Bad Consequences of Public Policies Aren’t Really “Unintended,” Just “Unacknowledged”

By Steve Buckstein

Decades of research and experience tell us that raising the government-imposed minimum wage results in fewer younger and lower-skilled individuals being hired, and in some of them losing jobs they previously held at lower wages.*

Decades of research and experience also tell us that requiring landlords to charge lower rent than market conditions dictate results in fewer housing units being built, making housing shortages worse and raising housing costs in areas not subject to rent controls.**

During last year’s minimum wage debate in Oregon, pointing out the negative consequences was not enough to stop the legislature from imposing significant wage increases. Likewise, this year the legislature may allow local jurisdictions to impose rent controls even though opponents will surely point out the negative consequences of this policy also.

It now seems obvious what is happening. Supporters of minimum wage increases and rent control aren’t blind to their negative consequences; they simply refuse to acknowledge them because the political benefits outweigh the real costs imposed on those forced to endure them.

The harm done by minimum wage increases and rent control is so obvious that we should probably stop saying that their negative consequences are “unintended.”  Rather, we should say that their negative consequences are “unacknowledged” because their supporters refuse to admit that they exist.

* Making Youth Unemployment Worse, Randall Pozdena and Steve Buckstein, Cascade Policy Institute, December 2016

** The Rent Is Too Damn High! — Why Rent Control Won’t Help, Steve Buckstein, Cascade Policy Institute, September 2016


Steve Buckstein is Founder and Senior Policy Analyst at Cascade Policy Institute, Oregon’s free market public policy research organization.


Write every line of the following listing exactly as it reads.

• Data for review

* * * * * * * * *

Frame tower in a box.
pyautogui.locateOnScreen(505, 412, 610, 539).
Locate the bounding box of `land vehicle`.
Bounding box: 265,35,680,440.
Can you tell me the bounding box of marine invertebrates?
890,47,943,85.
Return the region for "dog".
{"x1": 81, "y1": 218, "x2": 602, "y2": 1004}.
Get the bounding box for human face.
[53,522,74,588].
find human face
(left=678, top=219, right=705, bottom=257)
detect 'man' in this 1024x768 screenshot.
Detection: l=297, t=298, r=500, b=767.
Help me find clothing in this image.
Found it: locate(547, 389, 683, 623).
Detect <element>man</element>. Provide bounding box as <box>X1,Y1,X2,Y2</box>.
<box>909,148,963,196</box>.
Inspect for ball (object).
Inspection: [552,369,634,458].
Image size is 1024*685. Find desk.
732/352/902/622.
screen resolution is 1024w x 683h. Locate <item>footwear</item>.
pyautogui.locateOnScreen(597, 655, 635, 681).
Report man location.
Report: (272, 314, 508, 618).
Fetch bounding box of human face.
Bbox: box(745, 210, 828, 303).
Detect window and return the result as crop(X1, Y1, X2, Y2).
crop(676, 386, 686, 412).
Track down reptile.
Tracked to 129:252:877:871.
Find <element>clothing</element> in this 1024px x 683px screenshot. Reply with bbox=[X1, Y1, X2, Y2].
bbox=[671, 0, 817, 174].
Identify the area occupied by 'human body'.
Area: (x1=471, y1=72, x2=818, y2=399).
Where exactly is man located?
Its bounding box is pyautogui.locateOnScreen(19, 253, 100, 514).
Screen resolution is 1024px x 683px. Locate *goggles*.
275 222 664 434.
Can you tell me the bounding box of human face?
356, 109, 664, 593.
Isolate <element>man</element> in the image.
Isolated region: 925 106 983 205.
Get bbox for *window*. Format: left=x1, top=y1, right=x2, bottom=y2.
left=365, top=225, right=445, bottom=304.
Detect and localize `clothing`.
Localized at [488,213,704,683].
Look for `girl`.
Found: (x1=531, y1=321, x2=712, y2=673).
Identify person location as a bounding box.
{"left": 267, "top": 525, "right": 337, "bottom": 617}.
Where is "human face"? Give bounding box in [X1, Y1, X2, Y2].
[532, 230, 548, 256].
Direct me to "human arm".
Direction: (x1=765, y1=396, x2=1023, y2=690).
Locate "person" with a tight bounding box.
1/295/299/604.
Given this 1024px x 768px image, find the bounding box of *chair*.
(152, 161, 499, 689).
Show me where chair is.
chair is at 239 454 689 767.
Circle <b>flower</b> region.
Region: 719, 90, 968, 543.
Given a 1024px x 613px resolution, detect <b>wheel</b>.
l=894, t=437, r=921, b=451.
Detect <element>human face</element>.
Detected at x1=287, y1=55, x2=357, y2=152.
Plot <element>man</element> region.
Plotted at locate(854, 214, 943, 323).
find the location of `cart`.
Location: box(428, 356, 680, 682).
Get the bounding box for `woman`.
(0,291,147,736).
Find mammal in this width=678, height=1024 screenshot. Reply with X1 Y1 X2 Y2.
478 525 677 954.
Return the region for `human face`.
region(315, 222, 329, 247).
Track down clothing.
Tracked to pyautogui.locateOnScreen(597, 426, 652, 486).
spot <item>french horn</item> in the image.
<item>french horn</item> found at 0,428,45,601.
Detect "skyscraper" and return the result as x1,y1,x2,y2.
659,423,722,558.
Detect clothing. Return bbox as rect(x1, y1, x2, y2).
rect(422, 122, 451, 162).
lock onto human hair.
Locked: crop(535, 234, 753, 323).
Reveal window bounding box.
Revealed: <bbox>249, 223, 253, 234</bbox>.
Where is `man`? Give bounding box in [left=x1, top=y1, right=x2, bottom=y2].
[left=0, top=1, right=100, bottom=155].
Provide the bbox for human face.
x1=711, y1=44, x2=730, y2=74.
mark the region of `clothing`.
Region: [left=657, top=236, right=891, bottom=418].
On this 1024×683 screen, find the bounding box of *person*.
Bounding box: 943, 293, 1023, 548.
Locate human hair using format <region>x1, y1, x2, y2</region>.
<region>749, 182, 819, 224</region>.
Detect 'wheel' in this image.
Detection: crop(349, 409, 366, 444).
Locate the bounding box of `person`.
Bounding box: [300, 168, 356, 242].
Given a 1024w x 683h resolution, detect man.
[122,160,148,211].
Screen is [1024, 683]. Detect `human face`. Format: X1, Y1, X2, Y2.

* * * * * * * * *

• Answer for this exercise
Frame tower in a box.
pyautogui.locateOnScreen(505, 412, 610, 539).
Locate the bounding box of `land vehicle`.
Bounding box: 265,35,680,440.
Can you tell me the bounding box of marine invertebrates?
890,47,943,85.
Return the region for "dog".
{"x1": 81, "y1": 218, "x2": 602, "y2": 1004}.
Get the bounding box for human face.
[53,522,74,588].
find human face
(left=678, top=219, right=705, bottom=257)
detect 'man' in this 1024x768 screenshot.
Detection: l=297, t=298, r=500, b=767.
Help me find clothing in this image.
Found it: locate(547, 389, 683, 623).
Detect <element>man</element>. Provide bounding box as <box>X1,Y1,X2,Y2</box>.
<box>909,148,963,196</box>.
Inspect for ball (object).
Inspection: [552,369,634,458].
Image size is 1024*685. Find desk.
732/352/902/622.
screen resolution is 1024w x 683h. Locate <item>footwear</item>.
pyautogui.locateOnScreen(597, 655, 635, 681).
Report man location.
Report: (272, 314, 508, 618).
Fetch bounding box of human face.
Bbox: box(745, 210, 828, 303).
Detect window and return the result as crop(X1, Y1, X2, Y2).
crop(676, 386, 686, 412).
Track down reptile.
Tracked to 129:252:877:871.
Find <element>clothing</element> in this 1024px x 683px screenshot. Reply with bbox=[X1, Y1, X2, Y2].
bbox=[671, 0, 817, 174].
Identify the area occupied by 'human body'.
Area: (x1=471, y1=72, x2=818, y2=399).
Where exactly is man located?
Its bounding box is pyautogui.locateOnScreen(19, 253, 100, 514).
Screen resolution is 1024px x 683px. Locate *goggles*.
275 222 664 434.
Can you tell me the bounding box of human face?
356, 109, 664, 593.
Isolate <element>man</element> in the image.
Isolated region: 925 106 983 205.
Get bbox for *window*. Format: left=x1, top=y1, right=x2, bottom=y2.
left=365, top=225, right=445, bottom=304.
Detect and localize `clothing`.
Localized at [488,213,704,683].
Look for `girl`.
Found: (x1=531, y1=321, x2=712, y2=673).
Identify person location as a bounding box.
{"left": 267, "top": 525, "right": 337, "bottom": 617}.
Where is "human face"? Give bounding box in [X1, Y1, X2, Y2].
[532, 230, 548, 256].
Direct me to "human arm".
Direction: (x1=765, y1=396, x2=1023, y2=690).
Locate "person" with a tight bounding box.
1/295/299/604.
Given this 1024px x 768px image, find the bounding box of *chair*.
(152, 161, 499, 689).
Show me where chair is.
chair is at 239 454 689 767.
Circle <b>flower</b> region.
Region: 719, 90, 968, 543.
Given a 1024px x 613px resolution, detect <b>wheel</b>.
l=894, t=437, r=921, b=451.
Detect <element>human face</element>.
Detected at x1=287, y1=55, x2=357, y2=152.
Plot <element>man</element> region.
Plotted at locate(854, 214, 943, 323).
find the location of `cart`.
Location: box(428, 356, 680, 682).
Get the bounding box for `woman`.
(0,291,147,736).
Find mammal in this width=678, height=1024 screenshot. Reply with X1 Y1 X2 Y2.
478 525 677 954.
Return the region for `human face`.
region(315, 222, 329, 247).
Track down clothing.
Tracked to pyautogui.locateOnScreen(597, 426, 652, 486).
spot <item>french horn</item> in the image.
<item>french horn</item> found at 0,428,45,601.
Detect "skyscraper" and return the result as x1,y1,x2,y2.
659,423,722,558.
Detect clothing. Return bbox as rect(x1, y1, x2, y2).
rect(422, 122, 451, 162).
lock onto human hair.
Locked: crop(535, 234, 753, 323).
Reveal window bounding box.
Revealed: <bbox>249, 223, 253, 234</bbox>.
Where is `man`? Give bounding box in [left=x1, top=y1, right=x2, bottom=y2].
[left=0, top=1, right=100, bottom=155].
Provide the bbox for human face.
x1=711, y1=44, x2=730, y2=74.
mark the region of `clothing`.
Region: [left=657, top=236, right=891, bottom=418].
On this 1024×683 screen, find the bounding box of *person*.
Bounding box: 943, 293, 1023, 548.
Locate human hair using format <region>x1, y1, x2, y2</region>.
<region>749, 182, 819, 224</region>.
Detect 'wheel' in this image.
Detection: crop(349, 409, 366, 444).
Locate the bounding box of `person`.
Bounding box: [300, 168, 356, 242].
Given a 1024w x 683h resolution, detect man.
[122,160,148,211].
Screen is [1024, 683]. Detect `human face`. Format: X1, Y1, X2, Y2.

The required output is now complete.